Augar calculates that as much as $180 billion was taken out of U.S. capital markets in two decades in the form of abnormally high profits and employee compensation (page 166). Where did this money come from? The answer: Ordinary people, pooling their resources into mutual funds, pension funds and other investment vehicles pay the fund managers fees and own the majority of shares in the companies that use the markets.

According to Augar, while there is no evident cartel, some of the results in the financial markets are similar. Thus, a few firms dominate the market; they make excess returns (even though these are cleverly disguised); risks have not been transformed as is claimed, but only spread; and prices have remained high. So, there has been implicit collusion or strategic pricing among the large investment banks.

And the conflicts of interest similarly have spread across the system, creating ethical grey areas where anything goes. The media are clearly implicated, especially in building up speculative bubbles through the incessant encouragement to buy. But the role of regulators is no less problematic and looks rather more dubious when the two-way street that ran between Wall Street and Washington is exposed. So, regulators tended to make top appointments from the group of senior bankers, and bankers tended to hire former regulators.

In one typical but especially striking example, the man who had been the head of the investor protection bureau for the high-profile New York regulator Eliot Spitzer was hired by Morgan Stanley in 2004 to oversee regulatory matters. In Britain, the former chairman of the Financial Services Authority was also hired by Morgan Stanley within three months of his stepping down from his regulatory position. Augar makes the point that the recent reforms driven by Spitzer and others, which were supposed to have cleaned up Wall Street after the financial scandals of the late 1990s, have not really addressed the problem. Instead of removing huge areas of conflict of interest, they have simply tried to manage them better. So future lapses and with them scams, scandals and crashes are only to be expected. Prophetically, he ends his book with the words: Heres to the next time.
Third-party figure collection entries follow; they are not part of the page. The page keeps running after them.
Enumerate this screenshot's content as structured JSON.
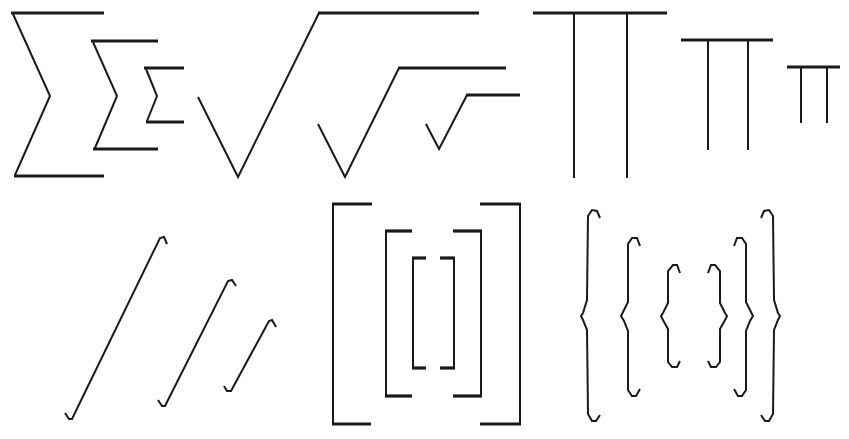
{
  "stroke_color": "#1a1a1a",
  "background": "#ffffff",
  "rows": [
    {
      "name": "operators",
      "groups": [
        {
          "symbol": "summation",
          "glyph": "∑",
          "sizes": [
            "large",
            "medium",
            "small"
          ]
        },
        {
          "symbol": "square-root",
          "glyph": "√",
          "sizes": [
            "large",
            "medium",
            "small"
          ]
        },
        {
          "symbol": "product",
          "glyph": "∏",
          "sizes": [
            "large",
            "medium",
            "small"
          ]
        }
      ]
    },
    {
      "name": "delimiters",
      "groups": [
        {
          "symbol": "integral",
          "glyph": "∫",
          "sizes": [
            "large",
            "medium",
            "small"
          ]
        },
        {
          "symbol": "square-brackets",
          "glyph": "[ ]",
          "sizes": [
            "large",
            "medium",
            "small"
          ]
        },
        {
          "symbol": "curly-braces",
          "glyph": "{ }",
          "sizes": [
            "large",
            "medium",
            "small"
          ]
        }
      ]
    }
  ]
}
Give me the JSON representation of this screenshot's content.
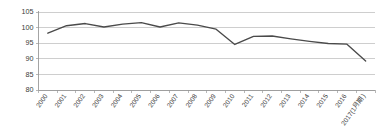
{
  "chart_data": {
    "type": "line",
    "title": "",
    "subtitle": "",
    "xlabel": "",
    "ylabel": "",
    "ylim": [
      80,
      105
    ],
    "xlim_categories_count": 18,
    "grid": true,
    "legend": false,
    "legend_position": "none",
    "line_color": "#4a4a4a",
    "grid_color": "#b9b9b9",
    "axis_color": "#9a9a9a",
    "background_color": "#ffffff",
    "y_ticks": [
      80,
      85,
      90,
      95,
      100,
      105
    ],
    "y_tick_labels": [
      "80",
      "85",
      "90",
      "95",
      "100",
      "105"
    ],
    "categories": [
      "2000",
      "2001",
      "2002",
      "2003",
      "2004",
      "2005",
      "2006",
      "2007",
      "2008",
      "2009",
      "2010",
      "2011",
      "2012",
      "2013",
      "2014",
      "2015",
      "2016",
      "2017(1月期)"
    ],
    "series": [
      {
        "name": "",
        "values": [
          98.2,
          100.6,
          101.3,
          100.2,
          101.1,
          101.6,
          100.2,
          101.5,
          100.8,
          99.5,
          94.6,
          97.2,
          97.3,
          96.4,
          95.6,
          94.9,
          94.7,
          89.3
        ]
      }
    ]
  }
}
Those of us who reside in countries with supposedly different systems of finance and regulation have no reason to be complacent about such tendencies. The current shocks may well portend losses that hit smaller investors hard, even as the big guys manage to retain their highly profitable bottom lines. As Augar points out in his Preface, If you look hard enough the games that are being played in American capital markets can be found wherever you live. And if you look hard enough you will find that you too are paying the price.